Published April 2, 2005
When Pope John Paul II was hospitalized in February, evangelist Billy Graham praised John Paul as the greatest Christian witness of the second half of the 20th century. It was a generous comment from a man whom some might consider a contender for the title he bestowed on the pope – and it captured the truth of John Paul II’s life in a singular way.
For whatever else he was – priest and bishop, teacher and author, intellectual and athlete, mystic and media star – Karol Wojtyla, whom the world knew after 1978 as Pope John Paul II, was first and foremost a radically committed Christian disciple. Everything else he did was an expression of his Christian conviction.
To the hundreds of millions of people around the world who revered him, he seemed a remarkably integrated personality; his faith was the bright cord that bound every other facet of his life and personality together. In a conversation in 1996, John Paul said to me, with reference to other biographers, “They try to understand me from outside. But I can only be understood from inside.” He was a man who knew himself well.
Take, for example, what may seem from the “outside” to be John Paul II’s most dramatic public accomplishment – his critical role in the collapse of European communism. From “outside” this looks like the achievement of a gifted, adept diplomat and politician; from “inside” it looks like the achievement of a Christian pastor determined to speak truth to power.
John Paul II in fact deployed formidable political and diplomatic skills in navigating the church – and in helping to steer the Solidarity movement – throughout the tumultuous 1980s. Yet John Paul did his maximum damage to the communist position in central and eastern Europe, not by diplomacy, but by his preaching and teaching during nine remarkable days in June 1979: the days of his first pilgrimage home to Poland as pope, days on which the history of the 20th century pivoted.
During those nine days John Paul never mentioned communism once; nor did he debate politics and economics. Rather, by reminding his countrymen time and again of the millennium-long links between Christian faith and Polish nationhood, he gave back to his fellow-Poles their authentic history and culture – he gave them back themselves. In doing so, he ignited a revolution of conscience that eventually gave birth to the nonviolent political revolution of 1989 and the end of European communism. And he did it because he believed, with intense faith, that the word of truth could liberate men and women in the deepest meaning of liberation.
This profound Christian faith shaped the other enduring accomplishments of John Paul II. He could renew the papacy as a pastoral and evangelical office because of his conviction that, in telling the apostle Peter to “strengthen your brethren,” Christ was speaking to all of Peter’s successors, the bishops of Rome.
He could extend a fraternal hand to other Christian communions, inviting Protestants and the Orthodox Churches of the East to help him think through a papacy that would serve their needs, because of his unshakeable conviction that Christ willed his Church to be one. He could re-cast Catholic-Jewish relations, opening avenues of dialogue that had been closed for more than 1,900 years, because of his firm belief that God always keeps his promises, including his promises to the children of Abraham.
He could engage leaders of other world religions, as well as scientific atheists and agnostic philosophers, because his rock-solid Christian faith taught him that all truths, from whatever source, point toward the one Truth, who is God. He could keep the life issues of abortion and euthanasia squarely on the public agenda because he knew, as a radical Christian disciple, that everyone, at every stage of life, is a someone for whom Christ had died.
In all of this, John Paul II helped forge a more self-confident Catholicism for the 21st century, testing the possibilities of presenting ancient truths in a thoroughly contemporary way while, at the same time, encouraging the passionate and traditional faith of tens of millions of new Catholics in Africa and Asia.
Today it’s hard to remember just how demoralized the Catholic world was in 1978, when John Paul was elected. Within months of his clarion call to courage at his installation Mass – “Be not afraid! Open the doors to Christ!” – a new vitality seemed to surge through the church throughout the world. That vitality was perhaps most evident, over the next quarter-century, in what became one of the signature events of his pontificate: the World Youth Days that gathered millions of teenagers and young adults in venues ranging from Buenos Aires, Denver and Toronto to Paris and Rome.
Who would have thought, in 1978, that a pope could become a magnet for the young? Yet this pope did, precisely because the young found the intensity of his faith and his challenge to heroic virtue compelling.
The Catholic Church will be living under the influence of the man some are already calling John Paul the Great for a very long time. So will the world, which has seen, in him, the capacity of faith to move mountains – to change what seemed unchangeable and to stir the ardor of commitment and courage in what seemed cold and frightened hearts.
George Weigel is Distinguished Senior Fellow of the Ethics and Public Policy Center in Washington, D.C. and holds EPPC’s William E. Simon Chair in Catholic Studies.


AIM OF THE EXERCISE:
Determine how many lines in the listing hold "labels" and give only that number.

___ DATA FOR PROCESSING ___

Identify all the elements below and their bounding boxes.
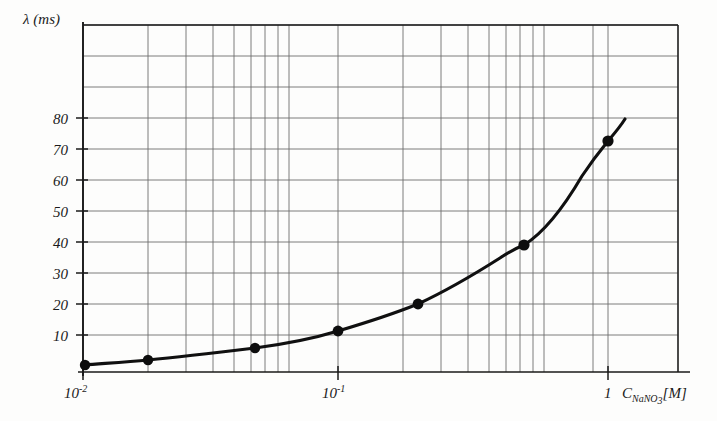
- horizontal-gridlines: [83, 25, 678, 335]
- x-axis-title-text: CNaNO3[M]: [622, 385, 687, 406]
- data-point: [413, 299, 424, 310]
- data-point: [143, 355, 153, 365]
- x-tick-label-1: 1: [604, 385, 612, 401]
- y-tick-label: 50: [53, 204, 69, 220]
- data-point: [602, 135, 613, 146]
- x-axis-title: CNaNO3[M]: [622, 385, 687, 406]
- x-tick-label-1e-2: 10-2: [64, 383, 87, 401]
- axis-spines: [78, 22, 690, 376]
- y-axis-title-text: λ (ms): [22, 11, 60, 28]
- semilog-chart: 80 70 60 50 40 30 20 10 λ (ms) 10-2 10-1…: [0, 0, 717, 421]
- y-tick-label: 70: [53, 142, 69, 158]
- data-point: [518, 239, 529, 250]
- data-point: [333, 326, 344, 337]
- x-tick-label-1e-1: 10-1: [322, 383, 345, 401]
- y-tick-label: 10: [53, 328, 69, 344]
- y-axis-title: λ (ms): [22, 11, 60, 28]
- y-tick-label: 20: [53, 297, 69, 313]
- data-point: [250, 343, 260, 353]
- vertical-gridlines: [83, 25, 678, 372]
- y-tick-label: 80: [53, 111, 69, 127]
- y-tick-label: 60: [53, 173, 69, 189]
- y-axis-ticks: [76, 118, 88, 335]
- y-tick-labels: 80 70 60 50 40 30 20 10: [52, 111, 69, 344]
- y-tick-label: 40: [53, 235, 69, 251]
- figure-canvas: 80 70 60 50 40 30 20 10 λ (ms) 10-2 10-1…: [0, 0, 717, 421]
- x-tick-labels: 10-2 10-1 1: [64, 383, 612, 401]
- y-tick-label: 30: [52, 266, 69, 282]
- x-axis-ticks: [83, 366, 608, 380]
- data-point: [80, 360, 90, 370]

___

YOUR SOLUTION:
2